Her 22-page order added the prohibitions “burden substantially more speech than is necessary to serve the government’s significant interest in national security, especially given the lack of substitute channels for communication.”.

On Friday, the US commerce department issued an order citing national security grounds to block the app from US app stores owned by Tencent Holdings. The justice department had urged Beeler not to block the order, saying doing so would “frustrate and displace the president’s determination of how best to address threats to national security”. Tencent and the justice department did not immediately comment on Sunday.

Beeler’s preliminary injunction also blocked the commerce order that would have barred other transactions with WeChat in the US and could have dramatically degraded the site’s usability for current US users or potentially made it unusable. The commerce department did not immediately comment.

WeChat is an all-in-one mobile app that combines services similar to Facebook, WhatsApp, Instagram and Venmo. The app is an essential part of daily life for many in China and boasts more than 1 billion users.

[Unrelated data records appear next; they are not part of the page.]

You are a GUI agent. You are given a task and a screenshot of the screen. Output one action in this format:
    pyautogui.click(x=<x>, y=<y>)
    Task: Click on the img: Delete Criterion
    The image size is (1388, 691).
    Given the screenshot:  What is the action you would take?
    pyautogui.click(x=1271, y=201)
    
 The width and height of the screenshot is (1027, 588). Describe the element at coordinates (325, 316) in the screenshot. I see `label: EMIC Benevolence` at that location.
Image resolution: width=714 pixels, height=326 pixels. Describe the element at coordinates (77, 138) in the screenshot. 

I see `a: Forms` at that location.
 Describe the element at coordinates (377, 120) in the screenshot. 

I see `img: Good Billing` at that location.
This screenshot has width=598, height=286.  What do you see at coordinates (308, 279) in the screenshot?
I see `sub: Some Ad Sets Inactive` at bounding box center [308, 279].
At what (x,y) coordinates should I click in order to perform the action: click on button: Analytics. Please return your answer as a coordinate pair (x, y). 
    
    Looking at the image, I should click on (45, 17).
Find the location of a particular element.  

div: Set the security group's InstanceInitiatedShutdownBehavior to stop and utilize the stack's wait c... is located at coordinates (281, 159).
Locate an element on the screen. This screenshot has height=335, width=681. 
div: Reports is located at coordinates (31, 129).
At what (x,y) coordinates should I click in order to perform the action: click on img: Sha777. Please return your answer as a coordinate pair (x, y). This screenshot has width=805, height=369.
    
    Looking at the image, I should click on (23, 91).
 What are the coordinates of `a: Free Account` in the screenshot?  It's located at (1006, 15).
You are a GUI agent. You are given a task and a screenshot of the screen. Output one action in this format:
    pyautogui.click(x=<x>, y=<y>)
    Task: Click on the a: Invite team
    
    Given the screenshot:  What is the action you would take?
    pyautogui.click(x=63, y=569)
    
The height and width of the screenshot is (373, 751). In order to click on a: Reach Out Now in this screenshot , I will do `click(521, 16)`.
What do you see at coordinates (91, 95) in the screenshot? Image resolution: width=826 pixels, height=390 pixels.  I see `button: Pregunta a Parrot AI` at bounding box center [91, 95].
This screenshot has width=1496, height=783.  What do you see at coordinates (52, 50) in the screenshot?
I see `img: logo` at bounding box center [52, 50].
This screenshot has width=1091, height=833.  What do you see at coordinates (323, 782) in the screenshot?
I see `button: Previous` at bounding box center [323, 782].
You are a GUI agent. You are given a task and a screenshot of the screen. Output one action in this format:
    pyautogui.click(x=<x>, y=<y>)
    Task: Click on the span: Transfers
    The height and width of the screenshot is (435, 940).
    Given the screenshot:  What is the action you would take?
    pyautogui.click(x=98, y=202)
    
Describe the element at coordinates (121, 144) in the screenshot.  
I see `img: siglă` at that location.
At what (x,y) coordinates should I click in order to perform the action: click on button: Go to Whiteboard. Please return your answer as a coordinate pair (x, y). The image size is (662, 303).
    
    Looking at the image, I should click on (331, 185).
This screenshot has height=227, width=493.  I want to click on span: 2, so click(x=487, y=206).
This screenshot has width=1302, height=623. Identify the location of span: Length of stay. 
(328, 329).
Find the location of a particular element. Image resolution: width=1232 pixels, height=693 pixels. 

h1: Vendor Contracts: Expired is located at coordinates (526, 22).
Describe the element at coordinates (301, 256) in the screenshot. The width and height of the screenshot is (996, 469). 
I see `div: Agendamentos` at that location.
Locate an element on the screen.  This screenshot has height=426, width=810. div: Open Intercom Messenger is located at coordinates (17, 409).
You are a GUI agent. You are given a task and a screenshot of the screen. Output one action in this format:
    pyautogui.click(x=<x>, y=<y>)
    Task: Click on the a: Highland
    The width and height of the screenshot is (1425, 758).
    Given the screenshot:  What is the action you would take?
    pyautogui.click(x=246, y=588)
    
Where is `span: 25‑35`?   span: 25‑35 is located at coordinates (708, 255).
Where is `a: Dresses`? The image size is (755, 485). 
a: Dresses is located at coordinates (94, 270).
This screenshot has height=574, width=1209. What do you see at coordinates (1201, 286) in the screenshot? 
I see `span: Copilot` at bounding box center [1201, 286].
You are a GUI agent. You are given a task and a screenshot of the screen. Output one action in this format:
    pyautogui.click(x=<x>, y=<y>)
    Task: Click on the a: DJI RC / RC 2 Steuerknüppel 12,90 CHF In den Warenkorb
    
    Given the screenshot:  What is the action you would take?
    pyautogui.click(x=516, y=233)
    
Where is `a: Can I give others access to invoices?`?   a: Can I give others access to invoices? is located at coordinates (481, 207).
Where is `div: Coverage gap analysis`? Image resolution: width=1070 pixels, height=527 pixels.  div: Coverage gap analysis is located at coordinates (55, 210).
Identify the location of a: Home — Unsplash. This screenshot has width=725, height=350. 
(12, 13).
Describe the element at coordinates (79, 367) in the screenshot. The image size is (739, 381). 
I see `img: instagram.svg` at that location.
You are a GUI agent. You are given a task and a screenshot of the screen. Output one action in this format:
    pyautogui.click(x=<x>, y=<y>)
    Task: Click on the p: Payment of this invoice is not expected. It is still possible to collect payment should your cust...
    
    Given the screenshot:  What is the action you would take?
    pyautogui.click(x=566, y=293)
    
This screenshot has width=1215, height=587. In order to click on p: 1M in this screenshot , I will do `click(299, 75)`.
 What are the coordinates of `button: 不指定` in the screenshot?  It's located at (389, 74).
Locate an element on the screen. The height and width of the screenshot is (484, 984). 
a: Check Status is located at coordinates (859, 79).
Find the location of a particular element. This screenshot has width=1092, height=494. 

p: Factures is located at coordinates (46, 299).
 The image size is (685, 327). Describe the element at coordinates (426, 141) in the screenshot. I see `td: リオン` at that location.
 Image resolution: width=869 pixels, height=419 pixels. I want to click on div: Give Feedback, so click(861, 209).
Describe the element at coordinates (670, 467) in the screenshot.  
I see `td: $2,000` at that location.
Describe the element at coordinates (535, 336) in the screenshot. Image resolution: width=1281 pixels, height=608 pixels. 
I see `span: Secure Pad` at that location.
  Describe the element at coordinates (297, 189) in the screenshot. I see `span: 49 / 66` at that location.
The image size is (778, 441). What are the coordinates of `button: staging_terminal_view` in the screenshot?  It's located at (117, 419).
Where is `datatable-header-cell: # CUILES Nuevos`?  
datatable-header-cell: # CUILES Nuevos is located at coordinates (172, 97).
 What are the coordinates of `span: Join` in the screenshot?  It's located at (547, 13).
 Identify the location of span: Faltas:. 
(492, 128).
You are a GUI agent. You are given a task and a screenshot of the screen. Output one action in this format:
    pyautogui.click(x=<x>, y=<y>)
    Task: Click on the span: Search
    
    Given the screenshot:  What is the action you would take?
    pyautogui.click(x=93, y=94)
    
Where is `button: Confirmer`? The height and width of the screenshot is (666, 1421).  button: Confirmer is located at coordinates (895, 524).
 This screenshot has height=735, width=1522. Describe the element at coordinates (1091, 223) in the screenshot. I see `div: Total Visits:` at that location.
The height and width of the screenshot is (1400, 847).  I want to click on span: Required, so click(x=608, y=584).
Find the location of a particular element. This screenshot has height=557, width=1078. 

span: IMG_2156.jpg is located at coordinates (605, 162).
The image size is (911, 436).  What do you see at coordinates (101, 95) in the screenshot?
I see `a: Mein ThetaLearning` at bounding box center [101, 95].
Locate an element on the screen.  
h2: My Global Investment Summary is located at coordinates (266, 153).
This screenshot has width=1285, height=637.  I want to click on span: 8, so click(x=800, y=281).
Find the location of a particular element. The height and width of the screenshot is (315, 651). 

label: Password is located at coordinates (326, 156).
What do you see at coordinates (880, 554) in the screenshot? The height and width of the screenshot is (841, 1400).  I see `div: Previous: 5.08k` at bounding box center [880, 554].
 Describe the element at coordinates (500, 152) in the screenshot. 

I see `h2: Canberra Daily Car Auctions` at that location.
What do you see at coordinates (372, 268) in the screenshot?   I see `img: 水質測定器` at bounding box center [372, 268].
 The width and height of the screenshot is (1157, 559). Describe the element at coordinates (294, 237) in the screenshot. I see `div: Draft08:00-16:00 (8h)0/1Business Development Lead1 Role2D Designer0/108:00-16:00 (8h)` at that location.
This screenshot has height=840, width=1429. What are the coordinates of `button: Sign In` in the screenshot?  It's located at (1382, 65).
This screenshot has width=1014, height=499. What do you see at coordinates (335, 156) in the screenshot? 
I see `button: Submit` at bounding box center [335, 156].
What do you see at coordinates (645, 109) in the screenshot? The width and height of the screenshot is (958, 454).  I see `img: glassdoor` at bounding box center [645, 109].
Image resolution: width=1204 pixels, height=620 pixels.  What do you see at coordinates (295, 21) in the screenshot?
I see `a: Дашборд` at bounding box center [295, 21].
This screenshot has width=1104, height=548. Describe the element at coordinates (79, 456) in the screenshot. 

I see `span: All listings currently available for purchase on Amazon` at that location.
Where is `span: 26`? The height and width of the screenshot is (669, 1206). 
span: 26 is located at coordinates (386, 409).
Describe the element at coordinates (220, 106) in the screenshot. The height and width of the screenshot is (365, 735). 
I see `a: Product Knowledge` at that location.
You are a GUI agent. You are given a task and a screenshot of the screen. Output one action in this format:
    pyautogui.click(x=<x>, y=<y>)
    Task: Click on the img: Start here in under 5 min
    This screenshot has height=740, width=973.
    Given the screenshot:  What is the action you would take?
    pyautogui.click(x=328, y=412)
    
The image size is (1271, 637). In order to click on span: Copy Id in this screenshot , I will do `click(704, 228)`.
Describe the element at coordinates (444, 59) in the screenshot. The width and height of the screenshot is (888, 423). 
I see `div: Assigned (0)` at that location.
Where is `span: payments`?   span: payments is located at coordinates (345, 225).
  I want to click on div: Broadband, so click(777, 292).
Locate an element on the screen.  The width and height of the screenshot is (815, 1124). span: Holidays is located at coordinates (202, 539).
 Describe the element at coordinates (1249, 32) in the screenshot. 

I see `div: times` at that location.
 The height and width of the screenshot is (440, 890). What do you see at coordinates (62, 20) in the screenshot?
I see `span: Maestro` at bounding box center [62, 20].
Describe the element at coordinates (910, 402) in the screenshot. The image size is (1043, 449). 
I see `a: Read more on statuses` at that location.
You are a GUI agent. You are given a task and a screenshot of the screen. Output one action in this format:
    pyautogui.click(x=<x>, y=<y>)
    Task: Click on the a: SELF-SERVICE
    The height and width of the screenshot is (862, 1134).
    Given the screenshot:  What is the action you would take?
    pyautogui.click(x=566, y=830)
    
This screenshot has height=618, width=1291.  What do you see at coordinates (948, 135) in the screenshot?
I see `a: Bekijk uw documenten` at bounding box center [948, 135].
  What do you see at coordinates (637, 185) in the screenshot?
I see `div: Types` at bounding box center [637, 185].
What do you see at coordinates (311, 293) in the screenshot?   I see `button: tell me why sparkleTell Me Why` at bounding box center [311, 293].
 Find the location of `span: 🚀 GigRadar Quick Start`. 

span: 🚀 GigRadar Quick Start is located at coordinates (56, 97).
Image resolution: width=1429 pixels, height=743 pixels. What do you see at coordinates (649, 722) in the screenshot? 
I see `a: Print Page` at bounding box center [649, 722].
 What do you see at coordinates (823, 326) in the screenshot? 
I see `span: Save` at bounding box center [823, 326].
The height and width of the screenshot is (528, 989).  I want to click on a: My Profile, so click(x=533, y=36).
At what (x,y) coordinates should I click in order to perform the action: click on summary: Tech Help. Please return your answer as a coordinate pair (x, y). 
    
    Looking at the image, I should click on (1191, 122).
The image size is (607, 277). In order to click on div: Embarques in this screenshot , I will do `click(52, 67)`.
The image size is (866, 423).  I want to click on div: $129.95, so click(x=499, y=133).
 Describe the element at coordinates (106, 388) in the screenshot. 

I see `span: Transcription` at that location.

WeChat has an average of 19 million daily active users in the US, analytics firms Apptopia said in August. It is popular among Chinese students, Americans living in China and some Americans who have personal or business relationships in China.

Beeler wrote: “Certainly the government’s overarching national-security interest is significant. But on this record – while the government has established that China’s activities raise significant national security concerns – it has put in scant little evidence that its effective ban of WeChat for all US users addresses those concerns.”

The justice department also argued that WeChat users could switch to other apps or platforms.

The WeChat Users Alliance that sued praised the ruling “as an important and hard-fought victory” for “millions of WeChat users in the US”.

Michael Bien, a lawyer for the users, said: “The United States has never shut down a major platform for communications, not even during war times. There are serious first amendment problems with the WeChat ban, which targets the Chinese American community.”

He added the order “trampled on their first amendment guaranteed freedoms to speak, to worship, to read and react to the press, and to organize and associate for numerous purposes”.

Beeler also noted “there are obvious alternatives to a complete ban, such as barring WeChat from government devices”.

She added “The regulation – which eliminates a channel of communication without any apparent substitutes – burdens substantially more speech than is necessary to further the government’s significant interest.“

Separately, the commerce department said it was delaying enforcement of another order issued on Friday that would also have banned US app stores from offering TikTok starting late on Sunday.

The one-week delay came after Donald Trump blessed a deal with TikTok owner ByteDance and US companies Oracle and Walmart to create a new company to handle TikTok’s US operations.